UDRP penalties: transfer or cancellation of domain, plus filing fees of $1,500-$5,000+ depending on number of panelists. UDRP filings increased ~5-8% YoY in 2024-2025 per WIPO statistics.

3. Defensive vs speculative — the distinction that matters

TypeDescriptionLegal exposure
Defensive registrationTrademark holder buys their own typo (e.g., Microsoft buys microsft.com) to prevent confusion or fraudNone — owner of the trademark.
Speculative typoThird party registers typo of someone else's mark to redirect traffic, send to ad PPC, or sell to trademark holderHIGH — ACPA + UDRP exposure
Generic word coincidenceDomain happens to share letters with a brand but is also a generic word with independent valueLow if mark is non-distinctive; case-by-case
Parody / commentaryDomain used for protected First Amendment commentary or criticismLimited if good-faith commentary; courts split

4. Famous case examples

CaseOutcome
Verizon vs Lance Fern (Verizonn.com etc., 2008)$33M cybersquatting verdict (later reduced)
Microsoft vs unknown registrants (multiple Microsft typos)Multiple successful UDRP transfers
Bank of America vs typo registrantsMultiple ACPA + UDRP victories with statutory damages
WIPO 2025 typo cases (multiple)Most resulted in transfer to brand holder

5. What is NOT cybersquatting

6. The defensive registration market

Brands routinely register defensive typos as part of brand protection. Estimated annual spending:

This creates a defensive registration service industry (CSC Domain Security, MarkMonitor, GoDaddy Brand Services).

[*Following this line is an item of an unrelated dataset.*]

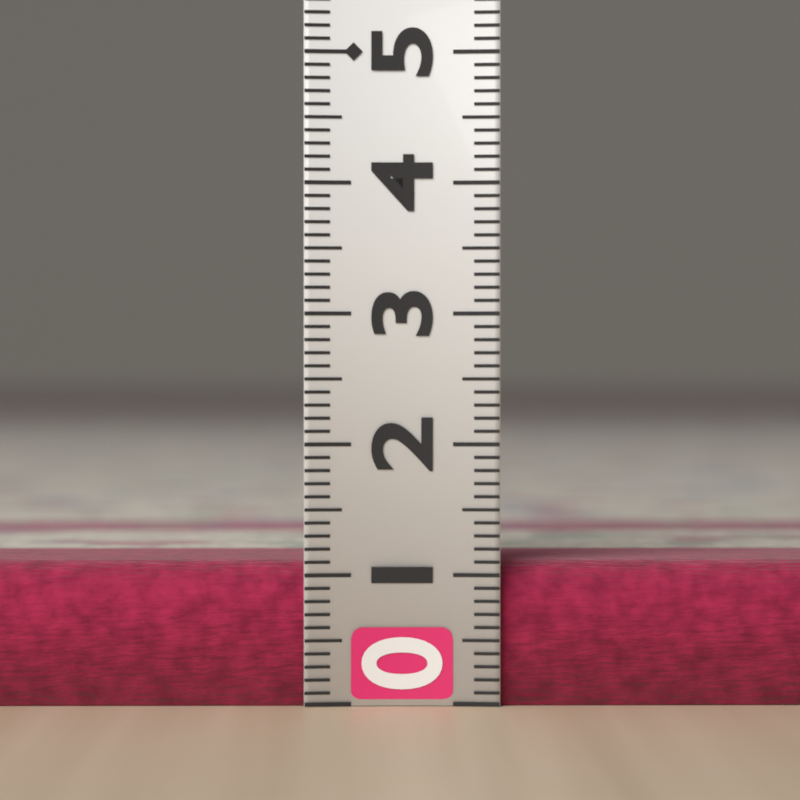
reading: 1.1 (no unit)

7. Why I personally don't invest in trademark-adjacent typos

I do not register typos of established trademarks for resale. The reasons:

  1. Legal exposure is real. ACPA statutory damages can far exceed any sale price.
  2. Reputation damage. A UDRP loss is on public record (WIPO maintains a searchable database). Future trademark holders see your prior losses.
  3. Most resale paths are illegitimate. Selling a typo domain to the trademark holder for an inflated price is often considered "bad faith" itself.
  4. Better alternatives exist. Generic word .coms have higher quality and zero legal risk.

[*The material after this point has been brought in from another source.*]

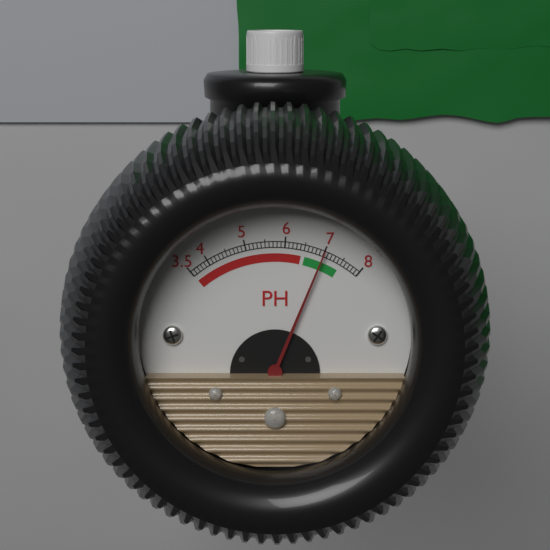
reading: 7.0 pH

8. Legitimate typo strategies

StrategyLegitimacy
Defensive registration of own brand typosFully legitimate
Generic word that happens to look like a partial brandLegitimate if generic in good faith
Letter combinations with no specific brand associationLegitimate
Domain for commentary / criticism / fan siteLimited fair use, legally complex
Buying expired typo + selling to trademark holderHIGH RISK — may be cybersquatting
Typo of competitor's mark for traffic redirectHIGH RISK — generally illegal

FAQ

If I register a domain and didn't know it was a trademark, am I safe?

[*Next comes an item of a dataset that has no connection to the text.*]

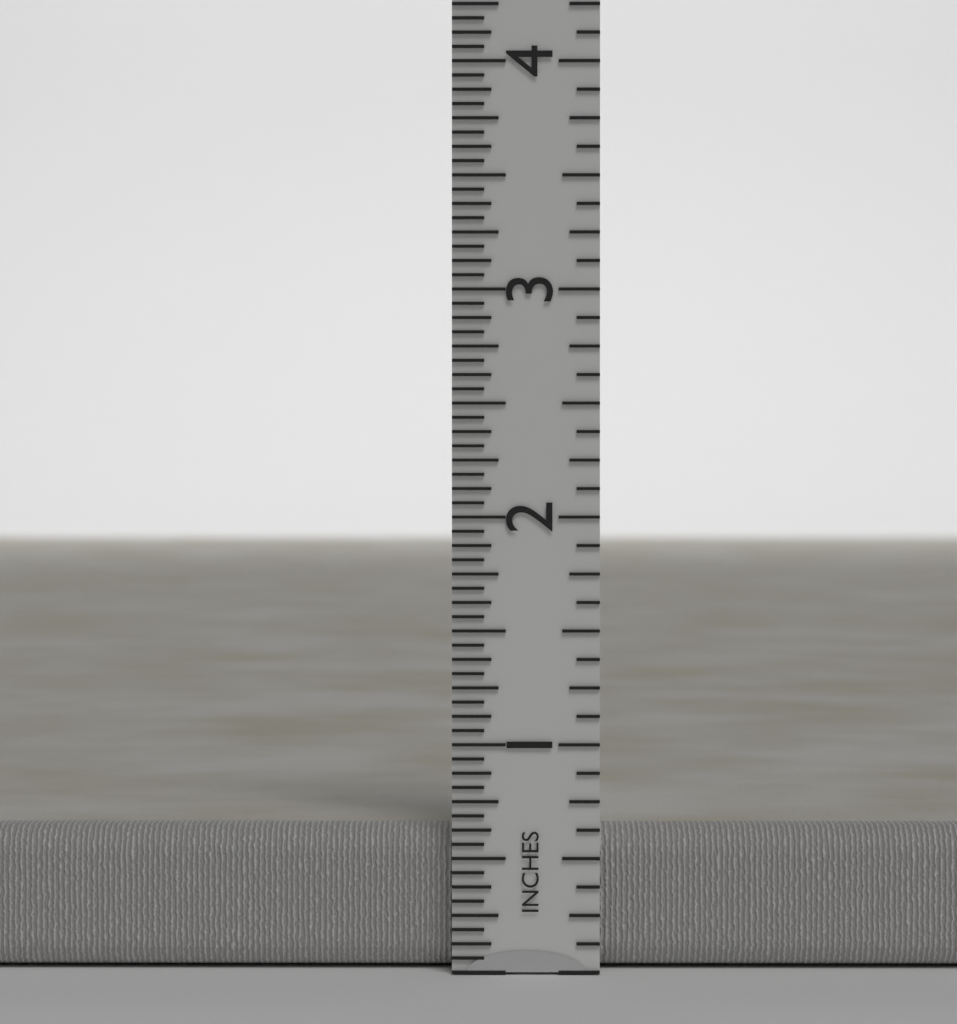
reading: 0.6250 in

Not necessarily. ACPA's "knew or should have known" standard imputes constructive knowledge of registered trademarks. Search USPTO TESS before registering anything that resembles a brand.

Can I keep a typo domain if I never use it commercially?

Bad-faith use can include parking with PPC ads, holding for resale, redirecting to competitor, or simply non-use combined with a settlement demand. UDRP doesn't require commercial use to find bad faith.

Sources: 15 U.S.C. §1125(d), ICANN UDRP rules, WIPO Domain Name Dispute Resolution Service statistics, Verizon v Fern public records.

Last reviewed by Mustafa Bilgic on 2026-05-08.